Darrington’s players seemed the least worried about adjusting to eight-man football.
“The older guys kind of know what we’re doing since we’ve played eight-man before, and I actually wasn’t too surprised that we had to switch,” said Evan Couch, a senior running back/linebacker and a four-year varsity letter-winner, having played with the Loggers as an eighth-grader.
“A lack of numbers kind of does that to a team, so it wasn’t too big of a surprise. I was just a little confused with the league we were going into because I wasn’t too familiar with the teams we’d be playing.”
The Loggers will play Naselle, Neah Bay and Lummi twice each for their six league games.
In the past five 1B state tournaments, those three programs have made 12 combined appearances, won three state titles (Neah Bay 2013, 2014 and 2016) and placed second once (Lummi 2015).
A negative impact of the switch has been the amount of travel required for the Logger fans to see the team play away from home.
The average distance to Darrington’s three eight-man league opponents is 178 miles each way, contrasted with 65 miles to the Loggers’ league opponents in all other sports.
“You don’t hear much grumbling, but when you do hear it every now and again, it’s, ‘I have to go clear up to Lummi, or over to Neah Bay,’” Anderson said. “Concrete and La Conner were two of the closest schools and they were in our original league. That’s what I and the other alumni were raised on.”
“But it’s much more positive. The kids are playing. That’s all that counts.”
After the Loggers blanked Evergreen Lutheran 44-0 on Sept. 14, powered by three touchdowns each from Reuwsaat and Couch, the 2018 Darrington Loggers, 14 strong, gathered with a grandstand’s worth of friends and family members, young and old, in a large circle at midfield.
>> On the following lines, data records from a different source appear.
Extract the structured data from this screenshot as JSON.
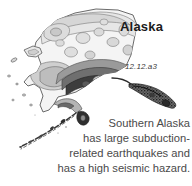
{
  "figure": {
    "title": "Alaska",
    "label": "12.12.a3",
    "caption_lines": [
      "Southern Alaska",
      "has large subduction-",
      "related earthquakes and",
      "has a high seismic hazard."
    ],
    "caption_full": "Southern Alaska has large subduction-related earthquakes and has a high seismic hazard.",
    "map": {
      "region_name": "Alaska",
      "map_type": "seismic-hazard-contour-map",
      "background_color": "#ffffff",
      "outline_color": "#555555",
      "hazard_zones": [
        {
          "name": "lowest-hazard",
          "color": "#f2f2f2"
        },
        {
          "name": "low-hazard",
          "color": "#e4e4e4"
        },
        {
          "name": "moderate-hazard",
          "color": "#cfcfcf"
        },
        {
          "name": "high-hazard",
          "color": "#a8a8a8"
        },
        {
          "name": "very-high-hazard",
          "color": "#777777"
        },
        {
          "name": "highest-hazard",
          "color": "#3d3d3d"
        }
      ],
      "features": [
        "alaska-mainland",
        "seward-peninsula",
        "southern-coast-subduction-band",
        "alaska-peninsula",
        "aleutian-island-arc",
        "kodiak-island",
        "southeast-panhandle"
      ]
    }
  }
}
The whole group interlocked arms and swayed back and forth, cheering into the night.
Then the group proceeded to the end zone nearest the school complex that houses grades K-12 in their small mountain town, and the Loggers raised their helmets in a circle and sang the school’s fight song, a favorite of the traditions Marsh and this group have created or revived in the past year.
On that tiny campus, Marsh’s young son, Charles, the Loggers’ ball boy, sees his green-and-gold heroes walk past him on their way to class during the day and then has a sideline view to watch them play ball on Friday nights. Before the game, he and many of his friends played near the field, balancing paper plates filled with pasta and garlic bread from the spaghetti feed at the community center as they ran, many still wearing their jerseys from the youth Peewee and Midget football practice that concluded an hour before kickoff, led by Anderson and Wright.
“Everyone I know is here,” Loggers senior lineman Ian Ayers said, “and I know a lot of people in Darrington. Eight-man football fits us perfectly.”